(*) Summary: Metabolic
networks perform some of the most fundamental functions in living
cells, including energy transduction and building block biosynthesis.
Yet, it is still a mystery how these complex biochemical networks
emerged, and how they reached their current structure. I will present
simplified mathematical models, which can provide insight into the
potential principles governing the emergence and evolution of
metabolism and of living systems.
____________________________________________________
(**) Dr. Daniel Segre'
is Assistant Professor in the Bioinformatics Graduate Program, at the
Department of Biology, and Department of Biomedical Engineering, Boston
University.
He
began his education at the University of Trieste, where he obtained a
Physics degree in 1994. He went on to his M.Sc. at the at the
Department of Molecular Genetics of the Weizmann Institute of Science,
in Israel. His Life-Science Ph.D. was granted in the year 2002. His
postdoctoral work during the years 2001-2004 was at the Harvard Medical
School, in the Department of Genetics and Computational Biology. His
present position has been held since the year 2005.
Dr.
Segre has been a Visiting Scholar at the Lawrence Livermore National
Laboratory, Bioscience Division.
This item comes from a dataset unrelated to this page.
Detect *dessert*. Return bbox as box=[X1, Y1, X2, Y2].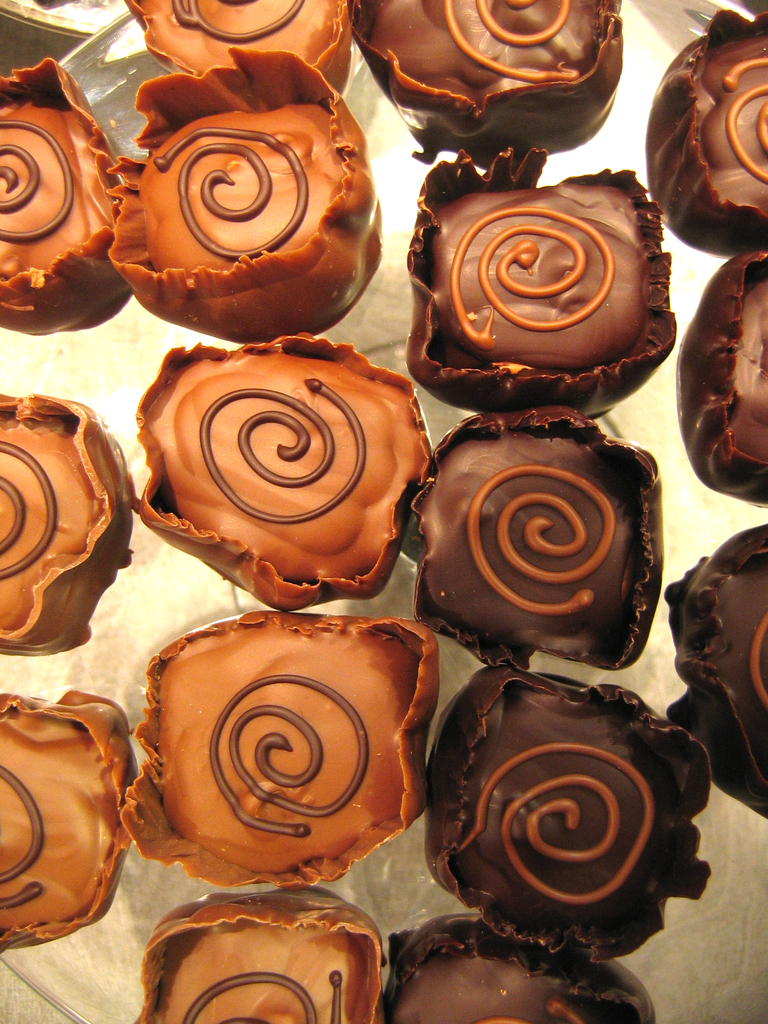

He has also been Associate Editor of The
Public Library of Science Computational Biology, a publication that
features works of exceptional significance for our further
understanding of living systems at all scales-from molecules and cells
to ecosystems-through the application of computational methods.
His
remarkable early research in astrobiology, namely on the Lipid World,
was done at Weizmann in collaboration with Professor Doron Lancet. Some
of this work has already been presented at the Trieste Conferences of
Astrobiology that were held at the ICTP. He has also recently lectured at the ICTP School and Conference: From Biological Networks to Cellular Function.